A team of volunteers has uncovered hundreds of unrecorded graves in a previously overgrown churchyard.
Lindsay Sandford and husband Brian were inspired when struggling to find a specific grave in St Mary’s Old Town Churchyard in the Isles of Scilly.
Ms Sandford has now written three books detailing the previously largely unknown lives of people buried there.
She said: “It is not morbid, it is about their lives. It is very satisfying.”
The churchyard’s most famous resident is former prime minister Harold Wilson, but it was the lesser known headstones that caught the Sandfords’ imaginations.
Ms Sandford said: “He is well recorded so with respect he doesn’t need to be recorded by us. You could Google him and find out anything about him.
“But all the other people have just been forgotten.
“It hasn’t been a sad journey looking for them and finding out about them, but I hope people when they read the books and come for a little potter around, think ‘gosh, they weren’t just living off limpets, eating potatoes – some of them had really good, decent and interesting lives’.”
The project started during a coronavirus lockdown in 2021, when Mr and Mrs Sandford used their daily exercise allowance to search for a specific grave, but were unable to find it.
Ms Sandford said: “Brian my husband has quite advanced Alzheimer’s and we needed a project to get him out each morning. Two years later here we are – it is looking cared for and more easy to maintain.”

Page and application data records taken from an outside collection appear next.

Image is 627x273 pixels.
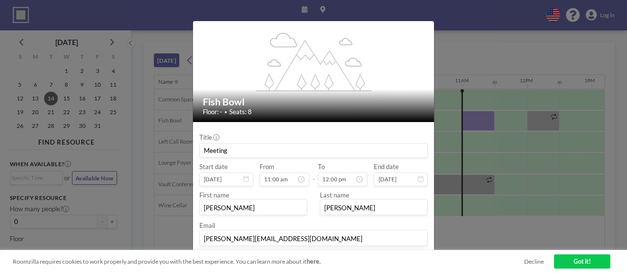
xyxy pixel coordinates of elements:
a: here. [307,258,321,265]
label: Last name [320,191,349,199]
input: Email [200,232,427,245]
span: Seats: 8 [229,108,252,116]
span: Roomzilla requires cookies to work properly and provide you with the best experience. You can lea... [13,258,524,265]
label: End date [374,163,399,171]
label: Email [199,221,215,229]
span: • [224,109,227,115]
span: Floor: - [203,108,222,116]
label: Start date [199,163,228,171]
input: Last name [320,201,427,215]
h2: Fish Bowl [203,96,426,108]
input: First name [200,201,307,215]
a: Got it! [554,254,611,269]
label: First name [199,191,229,199]
label: To [318,163,325,171]
label: Title [199,133,219,141]
input: Guest reservation [200,144,427,157]
label: From [260,163,274,171]
a: Decline [524,258,544,265]
span: - [313,166,315,183]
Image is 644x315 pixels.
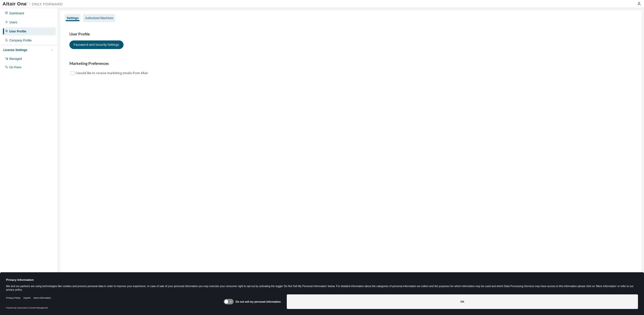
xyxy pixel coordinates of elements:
[9,65,21,69] div: On Prem
[67,16,79,20] div: Settings
[85,16,113,20] div: Authorized Machines
[9,20,17,24] div: Users
[3,48,27,52] div: License Settings
[9,11,24,15] div: Dashboard
[69,40,124,49] button: Password and Security Settings
[9,38,32,42] div: Company Profile
[2,1,65,6] img: Altair One
[69,61,632,66] h3: Marketing Preferences
[9,29,26,33] div: User Profile
[75,70,149,76] label: I would like to receive marketing emails from Altair
[9,57,22,61] div: Managed
[69,32,632,37] h3: User Profile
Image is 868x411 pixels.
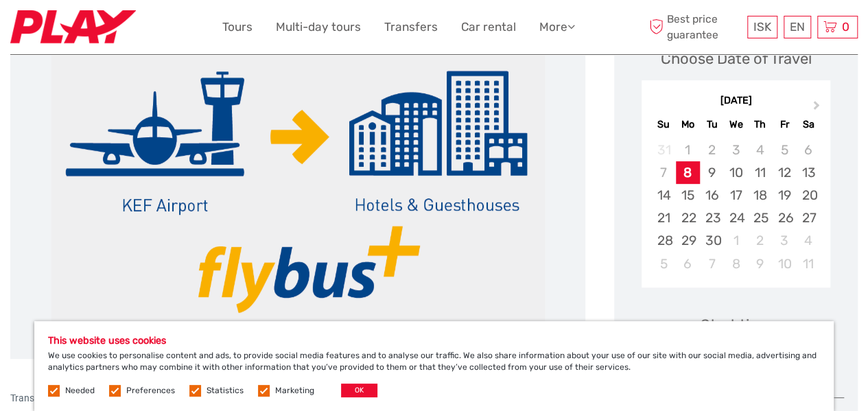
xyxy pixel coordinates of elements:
div: Choose Thursday, September 11th, 2025 [748,162,772,184]
div: Sa [796,115,821,134]
div: month 2025-09 [646,139,826,276]
div: Choose Thursday, October 9th, 2025 [748,253,772,276]
div: Choose Tuesday, September 9th, 2025 [700,162,724,184]
div: Mo [676,115,700,134]
div: Choose Friday, September 19th, 2025 [772,184,796,206]
label: Statistics [206,386,244,397]
div: Choose Wednesday, October 8th, 2025 [724,253,748,276]
div: Choose Thursday, September 18th, 2025 [748,184,772,206]
img: a771a4b2aca44685afd228bf32f054e4_main_slider.png [51,23,545,352]
div: We use cookies to personalise content and ads, to provide social media features and to analyse ou... [34,321,834,411]
div: Not available Sunday, August 31st, 2025 [651,139,676,162]
div: Not available Friday, September 5th, 2025 [772,139,796,162]
div: Choose Monday, September 22nd, 2025 [676,206,700,229]
div: Choose Date of Travel [661,48,812,69]
a: Multi-day tours [276,18,361,37]
span: 0 [840,20,852,33]
a: Car rental [462,18,516,37]
div: Not available Tuesday, September 2nd, 2025 [700,139,724,162]
div: Choose Thursday, October 2nd, 2025 [748,229,772,252]
div: Not available Sunday, September 7th, 2025 [651,162,676,184]
div: Choose Wednesday, September 24th, 2025 [724,206,748,229]
div: Choose Wednesday, September 17th, 2025 [724,184,748,206]
div: Choose Friday, September 26th, 2025 [772,206,796,229]
div: Not available Saturday, September 6th, 2025 [796,139,821,162]
div: Not available Monday, September 1st, 2025 [676,139,700,162]
div: Su [651,115,676,134]
div: Not available Wednesday, September 3rd, 2025 [724,139,748,162]
span: ISK [754,20,771,33]
button: Next Month [807,97,829,119]
div: Choose Friday, October 3rd, 2025 [772,229,796,252]
div: Choose Tuesday, September 30th, 2025 [700,229,724,252]
div: Choose Saturday, September 20th, 2025 [796,184,821,206]
div: Choose Saturday, September 13th, 2025 [796,162,821,184]
div: Tu [700,115,724,134]
div: Choose Monday, September 8th, 2025 [676,162,700,184]
div: Choose Friday, October 10th, 2025 [772,253,796,276]
div: Th [748,115,772,134]
div: Fr [772,115,796,134]
div: Choose Sunday, September 14th, 2025 [651,184,676,206]
p: We're away right now. Please check back later! [19,24,155,35]
a: Transfers [384,18,438,37]
div: Choose Monday, September 15th, 2025 [676,184,700,206]
label: Marketing [276,386,314,397]
div: Choose Saturday, September 27th, 2025 [796,206,821,229]
h5: This website uses cookies [48,335,821,347]
div: Start time [701,314,771,335]
a: More [540,18,575,37]
div: Choose Monday, September 29th, 2025 [676,229,700,252]
div: Choose Saturday, October 4th, 2025 [796,229,821,252]
div: Choose Thursday, September 25th, 2025 [748,206,772,229]
div: We [724,115,748,134]
div: Choose Saturday, October 11th, 2025 [796,253,821,276]
button: Open LiveChat chat widget [158,21,175,38]
label: Needed [65,386,95,397]
div: Choose Sunday, September 28th, 2025 [651,229,676,252]
div: Choose Tuesday, October 7th, 2025 [700,253,724,276]
div: [DATE] [642,94,830,109]
img: Fly Play [11,11,136,44]
div: Choose Tuesday, September 16th, 2025 [700,184,724,206]
label: Preferences [126,386,175,397]
div: Choose Friday, September 12th, 2025 [772,162,796,184]
div: Choose Wednesday, September 10th, 2025 [724,162,748,184]
div: Choose Monday, October 6th, 2025 [676,253,700,276]
div: Choose Sunday, September 21st, 2025 [651,206,676,229]
span: Best price guarantee [646,11,744,42]
div: Choose Tuesday, September 23rd, 2025 [700,206,724,229]
div: Not available Thursday, September 4th, 2025 [748,139,772,162]
div: EN [784,16,811,39]
span: Transfer from [GEOGRAPHIC_DATA] to [11,393,304,404]
div: Choose Sunday, October 5th, 2025 [651,253,676,276]
a: Tours [222,18,253,37]
div: Choose Wednesday, October 1st, 2025 [724,229,748,252]
button: OK [341,384,377,398]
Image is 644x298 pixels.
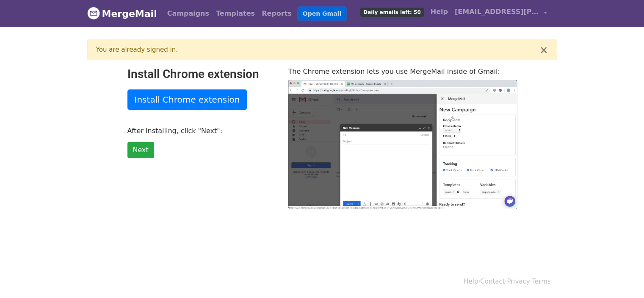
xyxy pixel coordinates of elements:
[427,3,452,20] a: Help
[452,3,551,23] a: [EMAIL_ADDRESS][PERSON_NAME][DOMAIN_NAME]
[602,258,644,298] iframe: Chat Widget
[539,45,548,55] button: ×
[259,5,295,22] a: Reports
[357,3,427,20] a: Daily emails left: 50
[87,4,157,23] a: MergeMail
[127,90,247,110] a: Install Chrome extension
[127,126,276,135] p: After installing, click "Next":
[96,45,540,55] div: You are already signed in.
[532,278,551,285] a: Terms
[360,8,423,17] span: Daily emails left: 50
[164,5,213,22] a: Campaigns
[455,7,539,17] span: [EMAIL_ADDRESS][PERSON_NAME][DOMAIN_NAME]
[480,278,505,285] a: Contact
[507,278,530,285] a: Privacy
[87,7,100,20] img: MergeMail logo
[288,67,517,76] p: The Chrome extension lets you use MergeMail inside of Gmail:
[127,142,154,158] a: Next
[298,8,346,20] a: Open Gmail
[127,67,276,81] h2: Install Chrome extension
[213,5,259,22] a: Templates
[464,278,478,285] a: Help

They started going to the church six mornings a week, and were then joined by her grandson Herbie, before other volunteers got involved.
She said: “Saturday morning became the morning that was centred on the children, and it just snowballed. It became really satisfying, and we were able to tidy the churchyard up.

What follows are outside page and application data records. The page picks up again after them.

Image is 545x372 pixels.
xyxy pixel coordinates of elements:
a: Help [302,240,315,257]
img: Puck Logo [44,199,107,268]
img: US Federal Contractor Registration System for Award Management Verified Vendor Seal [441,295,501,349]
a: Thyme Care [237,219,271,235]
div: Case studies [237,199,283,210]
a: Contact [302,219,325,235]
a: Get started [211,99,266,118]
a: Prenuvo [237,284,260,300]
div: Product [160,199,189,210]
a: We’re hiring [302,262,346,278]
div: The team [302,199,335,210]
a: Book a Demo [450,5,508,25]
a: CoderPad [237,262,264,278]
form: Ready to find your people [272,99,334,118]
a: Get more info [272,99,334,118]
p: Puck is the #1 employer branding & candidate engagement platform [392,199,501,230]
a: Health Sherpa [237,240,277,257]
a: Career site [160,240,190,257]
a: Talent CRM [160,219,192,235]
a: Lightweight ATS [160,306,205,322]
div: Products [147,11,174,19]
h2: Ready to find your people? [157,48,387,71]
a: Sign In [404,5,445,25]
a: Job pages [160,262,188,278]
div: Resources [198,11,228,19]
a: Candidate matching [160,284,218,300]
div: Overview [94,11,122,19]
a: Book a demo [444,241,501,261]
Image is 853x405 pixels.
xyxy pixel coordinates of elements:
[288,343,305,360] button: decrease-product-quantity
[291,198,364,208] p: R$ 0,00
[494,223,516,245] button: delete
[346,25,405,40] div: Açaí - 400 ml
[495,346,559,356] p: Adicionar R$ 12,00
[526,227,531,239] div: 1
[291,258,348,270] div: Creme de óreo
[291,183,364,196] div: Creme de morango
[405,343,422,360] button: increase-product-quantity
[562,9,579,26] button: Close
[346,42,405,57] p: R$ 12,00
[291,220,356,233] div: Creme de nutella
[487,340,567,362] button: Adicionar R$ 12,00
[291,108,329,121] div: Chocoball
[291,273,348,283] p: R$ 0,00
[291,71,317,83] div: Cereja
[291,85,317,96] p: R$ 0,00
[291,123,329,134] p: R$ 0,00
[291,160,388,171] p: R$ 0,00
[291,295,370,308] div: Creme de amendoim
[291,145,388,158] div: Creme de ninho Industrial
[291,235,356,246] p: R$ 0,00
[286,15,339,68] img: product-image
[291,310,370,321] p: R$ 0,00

“We’ve had a lot of support from local families. Some of the older Scillonians remember playing out here 70 years ago, and said it has just been derelict.”
She said Mr Sandford had worked on building projects on every other church in the islands, and helped the group get permission for the restoration work.

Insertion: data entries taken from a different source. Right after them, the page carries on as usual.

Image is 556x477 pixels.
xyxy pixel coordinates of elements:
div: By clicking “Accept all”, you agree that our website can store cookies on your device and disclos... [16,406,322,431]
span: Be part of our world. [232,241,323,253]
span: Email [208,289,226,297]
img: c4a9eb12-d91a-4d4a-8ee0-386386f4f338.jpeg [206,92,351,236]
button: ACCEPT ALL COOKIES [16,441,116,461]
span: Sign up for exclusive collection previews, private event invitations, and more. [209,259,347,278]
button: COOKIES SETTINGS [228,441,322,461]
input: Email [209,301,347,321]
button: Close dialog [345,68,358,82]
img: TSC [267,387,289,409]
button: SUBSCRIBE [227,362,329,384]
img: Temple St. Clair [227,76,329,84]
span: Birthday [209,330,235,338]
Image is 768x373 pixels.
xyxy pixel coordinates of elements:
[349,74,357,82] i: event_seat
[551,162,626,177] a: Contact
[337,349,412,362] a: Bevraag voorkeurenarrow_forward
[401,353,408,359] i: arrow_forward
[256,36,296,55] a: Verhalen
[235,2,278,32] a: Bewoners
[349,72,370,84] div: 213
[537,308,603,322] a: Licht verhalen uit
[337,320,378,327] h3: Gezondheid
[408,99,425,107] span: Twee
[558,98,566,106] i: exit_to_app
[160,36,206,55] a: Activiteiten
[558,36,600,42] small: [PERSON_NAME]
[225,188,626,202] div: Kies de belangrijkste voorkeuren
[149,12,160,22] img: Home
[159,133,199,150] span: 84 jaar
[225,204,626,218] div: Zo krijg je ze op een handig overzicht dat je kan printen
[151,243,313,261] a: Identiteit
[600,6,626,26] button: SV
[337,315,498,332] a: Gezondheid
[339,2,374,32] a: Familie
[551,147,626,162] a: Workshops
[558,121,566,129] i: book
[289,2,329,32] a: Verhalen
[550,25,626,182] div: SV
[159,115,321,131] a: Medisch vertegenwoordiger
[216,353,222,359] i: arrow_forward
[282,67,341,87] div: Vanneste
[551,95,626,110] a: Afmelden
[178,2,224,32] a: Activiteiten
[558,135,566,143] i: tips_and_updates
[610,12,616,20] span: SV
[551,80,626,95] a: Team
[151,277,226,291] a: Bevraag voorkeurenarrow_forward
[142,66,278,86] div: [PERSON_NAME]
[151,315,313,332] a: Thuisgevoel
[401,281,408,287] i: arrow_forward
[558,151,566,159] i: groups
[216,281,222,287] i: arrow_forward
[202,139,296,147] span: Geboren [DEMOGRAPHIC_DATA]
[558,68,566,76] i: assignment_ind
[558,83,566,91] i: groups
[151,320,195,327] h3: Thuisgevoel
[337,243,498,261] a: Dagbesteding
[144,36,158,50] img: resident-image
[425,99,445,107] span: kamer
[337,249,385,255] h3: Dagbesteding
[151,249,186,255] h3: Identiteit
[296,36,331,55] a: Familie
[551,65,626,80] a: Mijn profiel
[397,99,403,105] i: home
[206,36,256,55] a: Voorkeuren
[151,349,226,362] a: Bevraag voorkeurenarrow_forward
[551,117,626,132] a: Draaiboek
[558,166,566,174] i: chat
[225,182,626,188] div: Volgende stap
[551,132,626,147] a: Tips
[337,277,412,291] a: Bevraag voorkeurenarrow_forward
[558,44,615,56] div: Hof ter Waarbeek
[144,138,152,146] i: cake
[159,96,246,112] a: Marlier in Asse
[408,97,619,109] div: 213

Two of the volunteers who are 15, Oliver and Daisy, have now used the project as the volunteer part of their Duke of Edinburgh’s Award schemes.
Oliver said: “Some of the things I’ve done are rebuilding a wall that had fallen down and uprighting some graves that had fallen over.”
By studying records of burial, marriage, and baptisms, Mrs Sandford has compiled three books detailing the lives of every headstone and plaque discovered.
She said the process had been “very satisfying”.
“Initially I thought it was going to be repetitive but I realised that no two graves are the same,” she said.
“The stories that have come out have just been remarkable.
“Whether they have come off a shipwreck and been buried here or a gold prospector from Scilly who went to California, Australia, South Africa, and then came home and retired. And this is typical. People from here had a good education and made the most of it, and I think that is amazing.”
She hopes the enthusiasm of the younger members of the team will help them to “take ownership” and keep the churchyard clear for future generations.
The project has been involved with clearing the area around the church, while the cemetery section is cared for by the Isles of Scilly Council.
It is not known how many people are buried there in total, but there are about 850 headstones and plaques.
Some of the graves have more than one body, and there are three known mass graves for some of the 335 people who died when the SS Schiller sank off Scilly in 1835.
Dorothy Agnes Paice, 22, and Sylvia Jenkin, 29, were killed in August 1941, when a German aircraft dropped a bomb on to a house on the island, called Bona Vista.
Shrapnel from the house remains lodged in the roof of another Church on St Mary’s.
She died aged three months on 1 October 1847.
The family was travelling back to England from Jamaica, where her father Charles Edward Fry was attorney and overseer of the Orange Valley Plantation. It was the second largest sugar plantation in Jamaica. She died on board the ship Calypso when close to the islands, and they brought her body ashore.
The grave was not previously recorded as the inscription only becomes visible in the early morning sunshine – and after it had been cleared by the volunteers.
Died 24 February 1784.
Born in London, she was a celebrated opera singer, and described as a sensation of her time. Returning from India on the packet ship Nancy, the ship was wrecked off Scilly.
She and her infant child died, and she was initially buried on the uninhabited island Rosevear close to Bishop’s Rock lighthouse.
The grave was then exhumed and reburied at Old Town churchyard. The original grave site is unknown but there is a brass plaque in her name on one of the terraces.
A ship’s captain, he was buried at Old Town on 20 January 1781.
The headstone had fallen over and was in bad condition, but further research found he was captured and ransomed by French pirates, who killed him.
The privateers were sponsored by the state, and set a ransom of 500 Guineas for Capt Lambton who was sailing The Stephenson from Bristol to Newcastle at the time.
The grave of former Prime Minister Harold Wilson is the biggest draw to the churchyard, but there is another government minister buried there.
Ray Gunter, from Wales, served in Mr Wilson’s cabinet as Minister of Labour and also served in the Ministry of Power in 1968, before resigning. He died in the cottage he owned on St Mary’s in 1977, aged 67.